Learning the Linear Quadratic Regulator from Nonlinear Observations
This addresses the challenge of sample-efficient control in environments with complex observations like images, offering a foundational advance for robotics and AI applications.
The authors tackled the problem of continuous control with high-dimensional nonlinear observations by introducing the RichLQR setting and proposing the RichID algorithm, which achieves sample-efficient learning with provable guarantees scaling only with latent state dimension and decoder capacity.
We introduce a new problem setting for continuous control called the LQR with Rich Observations, or RichLQR. In our setting, the environment is summarized by a low-dimensional continuous latent state with linear dynamics and quadratic costs, but the agent operates on high-dimensional, nonlinear observations such as images from a camera. To enable sample-efficient learning, we assume that the learner has access to a class of decoder functions (e.g., neural networks) that is flexible enough to capture the mapping from observations to latent states. We introduce a new algorithm, RichID, which learns a near-optimal policy for the RichLQR with sample complexity scaling only with the dimension of the latent state space and the capacity of the decoder function class. RichID is oracle-efficient and accesses the decoder class only through calls to a least-squares regression oracle. Our results constitute the first provable sample complexity guarantee for continuous control with an unknown nonlinearity in the system model and general function approximation.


__Task details__: Scan the entries below and return each line that contains "down".

Stored entries:
>>>
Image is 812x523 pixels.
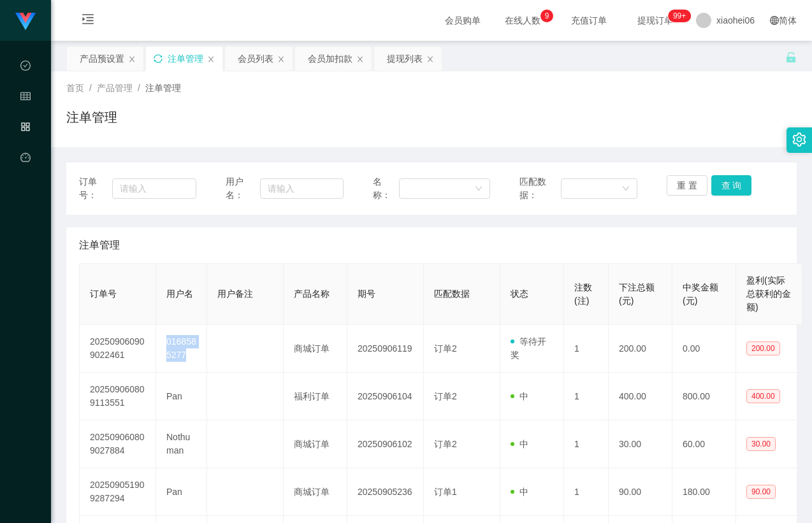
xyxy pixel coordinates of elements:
[15,13,36,30] img: logo.9652507e.png
[387,46,423,71] div: 提现列表
[673,420,736,468] td: 60.00
[520,175,561,202] span: 匹配数据：
[156,468,207,517] td: Pan
[283,420,347,468] td: 商城订单
[21,61,30,174] span: 数据中心
[146,83,181,93] span: 注单管理
[434,344,457,353] span: 订单2
[357,289,376,299] span: 期号
[434,439,457,449] span: 订单2
[673,468,736,517] td: 180.00
[21,85,30,111] i: 图标: table
[283,468,347,517] td: 商城订单
[66,83,84,93] span: 首页
[510,392,529,401] span: 中
[747,275,791,312] span: 盈利(实际总获利的金额)
[21,116,30,142] i: 图标: appstore-o
[283,373,347,420] td: 福利订单
[609,325,673,373] td: 200.00
[712,175,752,196] button: 查 询
[21,92,30,205] span: 会员管理
[434,392,457,401] span: 订单2
[90,289,117,299] span: 订单号
[619,283,654,306] span: 下注总额(元)
[112,178,197,199] input: 请输入
[683,283,718,306] span: 中奖金额(元)
[666,175,708,196] button: 重 置
[277,56,285,63] i: 图标: close
[357,56,364,63] i: 图标: close
[80,468,156,517] td: 202509051909287294
[747,389,780,404] span: 400.00
[510,289,529,299] span: 状态
[347,468,424,517] td: 20250905236
[609,420,673,468] td: 30.00
[564,373,609,420] td: 1
[66,1,110,41] i: 图标: menu-unfold
[545,10,549,22] p: 9
[225,175,260,202] span: 用户名：
[347,420,424,468] td: 20250906102
[308,46,353,71] div: 会员加扣款
[373,175,399,202] span: 名称：
[80,373,156,420] td: 202509060809113551
[166,289,193,299] span: 用户名
[564,468,609,517] td: 1
[156,420,207,468] td: Nothuman
[347,325,424,373] td: 20250906119
[792,133,806,146] i: 图标: setting
[564,420,609,468] td: 1
[622,185,630,193] i: 图标: down
[294,289,330,299] span: 产品名称
[609,373,673,420] td: 400.00
[631,16,680,25] span: 提现订单
[785,52,797,63] i: 图标: unlock
[770,16,779,25] i: 图标: global
[21,146,30,274] a: 图标: dashboard平台首页
[80,46,124,71] div: 产品预设置
[207,56,215,63] i: 图标: close
[79,238,120,253] span: 注单管理
[138,83,140,93] span: /
[283,325,347,373] td: 商城订单
[747,437,775,451] span: 30.00
[564,16,613,25] span: 充值订单
[564,325,609,373] td: 1
[217,289,253,299] span: 用户备注
[21,55,30,80] i: 图标: check-circle-o
[238,46,273,71] div: 会员列表
[574,283,592,306] span: 注数(注)
[609,468,673,517] td: 90.00
[168,46,203,71] div: 注单管理
[541,10,553,22] sup: 9
[97,83,133,93] span: 产品管理
[79,175,112,202] span: 订单号：
[80,420,156,468] td: 202509060809027884
[154,54,162,63] i: 图标: sync
[668,10,691,22] sup: 1087
[260,178,344,199] input: 请输入
[128,56,136,63] i: 图标: close
[21,123,30,236] span: 产品管理
[156,325,207,373] td: 0168585277
[474,185,482,193] i: 图标: down
[498,16,547,25] span: 在线人数
[673,325,736,373] td: 0.00
[434,487,457,498] span: 订单1
[80,325,156,373] td: 202509060909022461
[510,487,529,498] span: 中
[89,83,92,93] span: /
[434,289,470,299] span: 匹配数据
[156,373,207,420] td: Pan
[510,439,529,449] span: 中
[673,373,736,420] td: 800.00
[510,337,546,360] span: 等待开奖
[747,485,775,499] span: 90.00
[66,107,117,127] h1: 注单管理
[747,342,780,356] span: 200.00
[427,56,434,63] i: 图标: close
[347,373,424,420] td: 20250906104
<<<
__Exercise response__:
[622,185,630,193] i: 图标: down
[474,185,482,193] i: 图标: down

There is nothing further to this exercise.